OPINION
By STEVENS, J.This cause is before this court upon appeal on questions of law. The bill of exceptions herein was filed in the trial court 52 days after the entry -of judgment therein, and was filed in the Court of Appeals 66 days subsequent to the entry of judgment in the trial court.
A motion has been filed by the appellee to strike the bill of exceptions from the files for noncompliance with the provisions of §11564, GC. That motion must be sustained upon the-authority of State v Bell, 52 Oh Ap 11; Hoke v State ex Payne, 20 Abs 517; and Carpenter v M. O’Neil Co., 22 Abs 657, No. 2759, Summit County, decided by this court on Sept. 22, 1936.
The failure to file a bill of exceptions in compliance with the statute incapacitating this - court, as it does, to consider the contents of the bill of exceptions, there remains to be considered only the question of the propriety of the trial court’s ruling upon the demurrer interposed by appellant to the petition filed in the Court of Common Pleas by .the appellee.
The action was one for the recovery of damages for personal injury and property damage, occasioned by a collision between the automobile driven by appellee, and an automobile of defendant permitted by defendant to remain orr the public highway in the night season without lights or other warning of its presence.
For the purpose of testing the legal sufficiency of the petition, the demurrer admits not only the proper and well pleaded factual allegations thereof, but also the fair, reasonable and favorable intendments arising therefrom.
The question involved in a consideration of the petition filed herein is, of course, *654whether or not the petition pleads wanton misconduct on the part of the defendant in such manner as to comply with the pronouncement of the Supreme Court in the case of Universal Concrete Pipe Co. v Bassett, 130 Oh St 567.
Syllabi 1 and 2 of that case provide as follows: :
“1. Mere negligence is not converted into wanton misconduct by the use of the word ‘wanton’ in connection with the specifications of negligence. If wanton misconduct is relied upon for recovery in an action for damages for personal injury, facts must be pleaded which reveal on their face the element of wantonness.
“2. Wanton misconduct is such conduct as manifests a disposition to perversity, and it must be under such surrounding circumstances and existing conditions that the party doing the act or failing to act must be conscious, from his knowledge of such surrounding circumstances and existing conditions, that his conduct will in all common probability result in injury. (Higbee Co. v Jackson, 101 Oh St 75, third paragraph of the syllabus, and Reserve Trucking Co. v Fairchild, 128 Oh St 519, second paragraph of the syllabus, modified.)”
From a careful study of the contents of the petition in the instant case, this court is of the opinion that the pleading does comply with the rules announced in the foregoing syllabi, and that said petition was not properly amenable to the demurrer interposed thereto; and we therefore conclude that the trial court did not err in overruling defendant’s demurrer to plaintiff’s petition.
It follows that the judgment of the trial court must be affirmed, and it is so ordered.
FUNK, PJ, and WASHBURN, J, concur in judgment.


Output the number of lines in the entries below with the string "plot" in them, and nothing further.

━━━━━ Data to examine

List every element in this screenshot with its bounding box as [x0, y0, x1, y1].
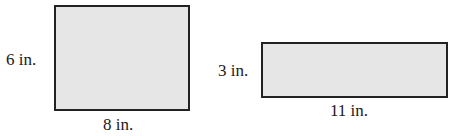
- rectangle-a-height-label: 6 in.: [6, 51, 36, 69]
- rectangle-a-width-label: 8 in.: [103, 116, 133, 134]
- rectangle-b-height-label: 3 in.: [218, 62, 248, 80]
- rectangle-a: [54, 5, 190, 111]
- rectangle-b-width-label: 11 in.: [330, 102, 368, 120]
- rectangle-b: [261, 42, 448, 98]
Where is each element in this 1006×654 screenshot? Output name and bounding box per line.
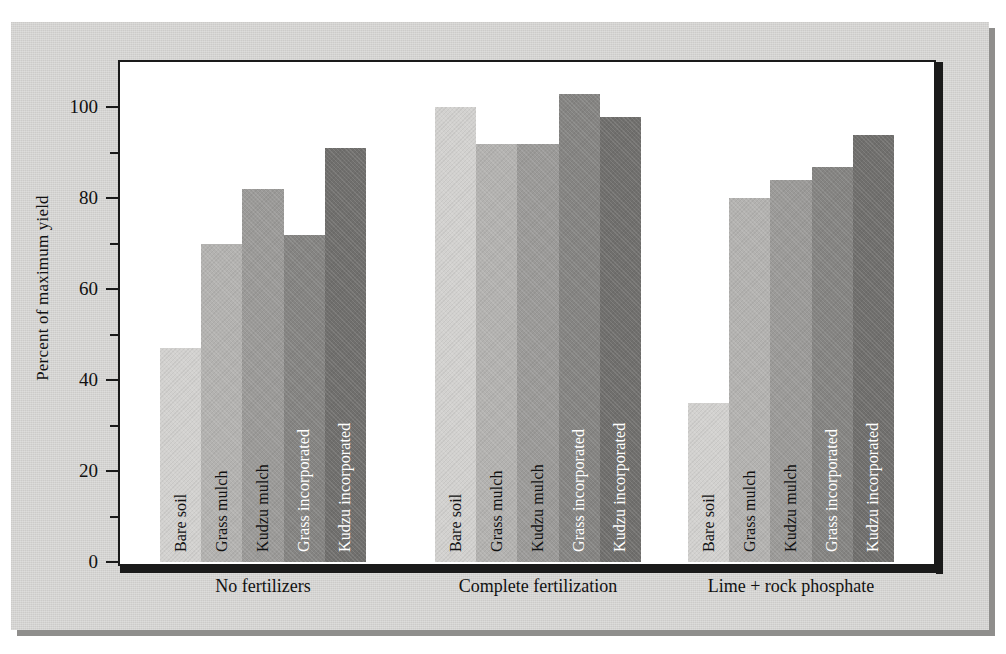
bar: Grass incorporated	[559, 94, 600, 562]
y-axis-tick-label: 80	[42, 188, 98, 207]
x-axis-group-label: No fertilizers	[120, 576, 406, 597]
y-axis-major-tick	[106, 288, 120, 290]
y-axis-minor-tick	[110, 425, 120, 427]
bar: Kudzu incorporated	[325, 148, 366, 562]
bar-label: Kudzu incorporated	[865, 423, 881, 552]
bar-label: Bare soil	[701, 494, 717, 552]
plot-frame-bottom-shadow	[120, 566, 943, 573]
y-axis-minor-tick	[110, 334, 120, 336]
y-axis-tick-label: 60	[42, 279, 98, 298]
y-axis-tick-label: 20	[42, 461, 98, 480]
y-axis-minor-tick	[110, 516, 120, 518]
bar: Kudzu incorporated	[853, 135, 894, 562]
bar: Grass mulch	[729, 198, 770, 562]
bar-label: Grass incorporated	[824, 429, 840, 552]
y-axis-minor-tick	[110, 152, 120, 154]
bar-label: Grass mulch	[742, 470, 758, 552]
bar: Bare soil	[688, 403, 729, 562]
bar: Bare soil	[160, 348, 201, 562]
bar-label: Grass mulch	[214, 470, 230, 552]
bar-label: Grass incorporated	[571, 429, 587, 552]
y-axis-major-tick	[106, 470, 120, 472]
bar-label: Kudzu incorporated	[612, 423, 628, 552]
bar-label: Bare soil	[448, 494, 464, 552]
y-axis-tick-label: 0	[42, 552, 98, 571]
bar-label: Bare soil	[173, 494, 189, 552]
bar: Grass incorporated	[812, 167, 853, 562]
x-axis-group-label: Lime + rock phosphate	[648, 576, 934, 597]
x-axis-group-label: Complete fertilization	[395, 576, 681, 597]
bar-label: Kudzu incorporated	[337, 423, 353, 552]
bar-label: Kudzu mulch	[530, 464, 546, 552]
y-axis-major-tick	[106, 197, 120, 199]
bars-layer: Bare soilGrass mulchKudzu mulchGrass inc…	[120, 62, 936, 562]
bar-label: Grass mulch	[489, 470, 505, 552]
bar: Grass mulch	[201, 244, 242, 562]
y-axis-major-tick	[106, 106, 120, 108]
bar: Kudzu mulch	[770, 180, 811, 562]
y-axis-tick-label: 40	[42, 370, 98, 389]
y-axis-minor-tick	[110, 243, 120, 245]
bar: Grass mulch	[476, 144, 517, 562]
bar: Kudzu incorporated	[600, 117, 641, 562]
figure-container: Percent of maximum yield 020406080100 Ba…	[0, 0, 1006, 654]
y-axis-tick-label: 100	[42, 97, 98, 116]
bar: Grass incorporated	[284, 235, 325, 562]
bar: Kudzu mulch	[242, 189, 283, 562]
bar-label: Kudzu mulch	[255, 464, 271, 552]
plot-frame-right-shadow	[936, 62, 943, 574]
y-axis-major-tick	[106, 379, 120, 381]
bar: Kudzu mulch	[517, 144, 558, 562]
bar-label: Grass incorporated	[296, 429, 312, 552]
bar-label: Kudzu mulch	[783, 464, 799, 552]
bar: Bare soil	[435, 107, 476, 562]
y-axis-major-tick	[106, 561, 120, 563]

━━━━━━━━━━

> _Exercise response_:
2